What I hate about a lot of Airbnb places now is that they're so impersonal, they're so un-cozy, they're like sterile. It used to be that Airbnbs were like people's homes, and there was something really interesting about that — and cozy cause there was this feeling that they were lived in. Now all these people are just buying apartments and renting them out, and they just have this hotel, sterile quality, which is the worst. When I go on Airbnb I'm literally looking for people's homes... I want to see their photo frames, I want to see their art and their personal layers of life. That's what's interesting to me. So when I'm building sets, obviously sometimes I'm just doing an office space that's meant to have no layers. I did a movie called The Killing of a Sacred Deer which was [director] Yorgos Lanthimos, who did The Lobster, and that movie does not want to be lived in. It wants to be almost surreal. The opposite of comfortable. Right now, I just finished a set we're shooting today, which is meant to feel like it's been a house where for 50 years people have lived there and I had to decorate it in a weekend.
Books are the best. They'll always give you that [lived in] feeling. A nice wall that has bookshelves across it will always give you that feeling of coziness, comfort. There's just something about books. Books and rugs. And bookshelves.
You mentioned wallpaper before, and I wanted to ask you specifically about that. How do you go about finding say, the patterned wallpaper in LaVona's living room in I, Tonya, or other things that you can't necessarily scour an antique market for?
There are places that sell vintage wallpaper. But I can never tell anybody where I get those, because then everyone will buy them and then I won't be able to use them on movies. [Laughs]. There's places online where you can find vintage wallpaper, but it's really expensive. It's like $150 a roll. There are companies that do reprints of vintage wallpaper that's pretty great. There's a company called Eade's [Wallpaper and Fabrics] that I like. You have to sift through a lot of books, but they're a small company in New York and they're really easy to deal with. They've got wallpaper for like $30 a roll and if you spend the time to go through the catalogue you can find some pretty amazing vintage-looking wallpaper.
Are there any go-to blogs or sites you use for design inspo? Are you scanning Pinterest like the rest of us or is your research usually tailored more to the individual project?
Of course I'm on Pinterest. Especially if I'm doing something contemporary. If I'm doing something period, they'll be some stuff on Pinterest as well, but I have a lot of blogs that I follow, photographers' blogs. Photographers who capture interior spaces from other countries like Russia. The spaces there that are contemporary still look amazing and they're such a great source of inspiration for me. Those are different kinds of sets, they're weird and interesting. They don't always translate for designing your home. My favourite sets are weird ones that you don't always want to recreate.

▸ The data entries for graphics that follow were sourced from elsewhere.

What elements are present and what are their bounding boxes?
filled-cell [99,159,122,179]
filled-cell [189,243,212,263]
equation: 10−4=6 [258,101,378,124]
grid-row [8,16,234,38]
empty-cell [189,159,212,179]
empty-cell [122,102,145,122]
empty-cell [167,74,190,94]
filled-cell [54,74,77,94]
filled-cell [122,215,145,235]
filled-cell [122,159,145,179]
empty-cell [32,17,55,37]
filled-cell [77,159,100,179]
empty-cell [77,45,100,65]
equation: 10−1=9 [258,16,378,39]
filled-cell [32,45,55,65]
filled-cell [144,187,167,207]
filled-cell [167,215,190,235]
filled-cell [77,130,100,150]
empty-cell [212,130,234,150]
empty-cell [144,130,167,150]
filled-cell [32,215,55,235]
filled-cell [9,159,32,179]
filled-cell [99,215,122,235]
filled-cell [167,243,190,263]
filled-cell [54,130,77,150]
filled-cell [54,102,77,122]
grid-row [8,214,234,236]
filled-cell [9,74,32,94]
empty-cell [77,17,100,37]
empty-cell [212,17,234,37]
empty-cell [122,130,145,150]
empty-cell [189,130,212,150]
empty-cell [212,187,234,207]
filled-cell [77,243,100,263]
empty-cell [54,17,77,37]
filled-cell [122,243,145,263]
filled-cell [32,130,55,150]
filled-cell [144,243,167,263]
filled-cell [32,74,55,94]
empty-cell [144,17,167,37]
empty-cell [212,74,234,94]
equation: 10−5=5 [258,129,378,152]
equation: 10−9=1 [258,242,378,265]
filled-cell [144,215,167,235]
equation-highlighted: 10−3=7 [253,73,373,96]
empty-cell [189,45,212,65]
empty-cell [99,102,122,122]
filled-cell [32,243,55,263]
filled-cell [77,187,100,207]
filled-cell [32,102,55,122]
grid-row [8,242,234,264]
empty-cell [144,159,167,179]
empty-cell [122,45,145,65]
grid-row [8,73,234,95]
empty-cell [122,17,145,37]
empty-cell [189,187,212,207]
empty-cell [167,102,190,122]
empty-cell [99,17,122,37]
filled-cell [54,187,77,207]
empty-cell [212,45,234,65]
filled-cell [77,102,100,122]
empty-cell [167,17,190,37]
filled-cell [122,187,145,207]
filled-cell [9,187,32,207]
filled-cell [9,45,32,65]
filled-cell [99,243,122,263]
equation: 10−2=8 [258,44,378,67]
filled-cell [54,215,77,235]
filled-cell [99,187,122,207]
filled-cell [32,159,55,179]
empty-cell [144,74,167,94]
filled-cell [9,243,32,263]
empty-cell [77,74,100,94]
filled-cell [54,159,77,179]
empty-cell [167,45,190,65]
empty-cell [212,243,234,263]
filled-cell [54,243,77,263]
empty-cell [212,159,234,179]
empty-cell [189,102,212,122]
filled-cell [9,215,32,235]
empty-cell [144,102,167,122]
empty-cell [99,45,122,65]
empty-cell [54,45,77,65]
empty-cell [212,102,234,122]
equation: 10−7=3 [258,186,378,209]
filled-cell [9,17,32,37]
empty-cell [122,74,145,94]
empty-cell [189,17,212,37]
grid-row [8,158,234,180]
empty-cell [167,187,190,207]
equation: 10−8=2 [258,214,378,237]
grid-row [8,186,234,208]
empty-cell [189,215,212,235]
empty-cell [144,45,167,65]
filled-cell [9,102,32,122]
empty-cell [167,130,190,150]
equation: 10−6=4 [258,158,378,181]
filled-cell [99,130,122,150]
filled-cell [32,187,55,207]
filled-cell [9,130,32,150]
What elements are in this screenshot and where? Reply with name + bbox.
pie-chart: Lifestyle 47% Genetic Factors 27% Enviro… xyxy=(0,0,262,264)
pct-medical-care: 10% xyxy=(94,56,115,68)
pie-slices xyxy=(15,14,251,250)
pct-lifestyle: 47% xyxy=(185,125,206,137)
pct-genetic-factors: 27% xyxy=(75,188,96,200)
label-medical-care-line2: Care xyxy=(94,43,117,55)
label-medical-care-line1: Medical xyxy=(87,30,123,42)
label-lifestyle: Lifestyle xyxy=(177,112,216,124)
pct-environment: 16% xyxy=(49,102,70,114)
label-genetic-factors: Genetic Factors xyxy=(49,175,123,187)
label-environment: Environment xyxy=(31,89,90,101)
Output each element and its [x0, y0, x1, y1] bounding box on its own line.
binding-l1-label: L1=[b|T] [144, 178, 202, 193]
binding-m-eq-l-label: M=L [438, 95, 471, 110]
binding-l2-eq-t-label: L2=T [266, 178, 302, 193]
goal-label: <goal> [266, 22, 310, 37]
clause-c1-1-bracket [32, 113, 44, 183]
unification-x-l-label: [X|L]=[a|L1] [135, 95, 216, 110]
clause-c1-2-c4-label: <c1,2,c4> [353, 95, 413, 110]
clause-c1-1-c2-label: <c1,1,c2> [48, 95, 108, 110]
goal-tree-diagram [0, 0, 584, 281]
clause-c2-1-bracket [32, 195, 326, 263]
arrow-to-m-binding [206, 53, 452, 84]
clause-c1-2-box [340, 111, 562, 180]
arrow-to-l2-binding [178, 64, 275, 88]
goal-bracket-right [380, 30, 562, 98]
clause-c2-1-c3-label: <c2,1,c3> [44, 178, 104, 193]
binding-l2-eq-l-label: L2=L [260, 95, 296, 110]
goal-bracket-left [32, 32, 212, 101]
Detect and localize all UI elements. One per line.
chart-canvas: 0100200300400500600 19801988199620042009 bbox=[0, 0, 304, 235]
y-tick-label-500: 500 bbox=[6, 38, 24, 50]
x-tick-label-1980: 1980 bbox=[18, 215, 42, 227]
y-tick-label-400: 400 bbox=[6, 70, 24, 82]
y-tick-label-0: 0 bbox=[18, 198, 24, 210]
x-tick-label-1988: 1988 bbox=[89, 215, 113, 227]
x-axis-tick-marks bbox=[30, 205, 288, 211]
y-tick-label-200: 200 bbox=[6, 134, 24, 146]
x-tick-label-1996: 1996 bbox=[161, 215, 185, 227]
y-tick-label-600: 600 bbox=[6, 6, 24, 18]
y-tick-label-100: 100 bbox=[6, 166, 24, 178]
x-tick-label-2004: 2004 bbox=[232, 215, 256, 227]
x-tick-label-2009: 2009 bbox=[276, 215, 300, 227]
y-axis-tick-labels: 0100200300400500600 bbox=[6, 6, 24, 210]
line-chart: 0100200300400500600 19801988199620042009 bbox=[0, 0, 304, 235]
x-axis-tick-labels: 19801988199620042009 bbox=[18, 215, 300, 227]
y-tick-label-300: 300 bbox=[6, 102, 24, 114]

What are your best tips for designing a room when you're trying to stretch every dollar?
There's online auctions that you can find that are insane. Estate sales are amazing. I get into estate sales before they go public and there's all this stuff that they just throw in the garbage and I'm like, "No! Don't throw away that stack of weird papers. I need that!" You find weird art, great little projects, just amazing stuff. I design sets that are new of course, but I much prefer something that has a story, because I'm in the business of storytelling. Estate sales intrinsically have a story. You're picking up an object from someone's home and already it comes with a story, so it's already adding that extra layer to the world that you're creating.
This interview has been edited and condensed.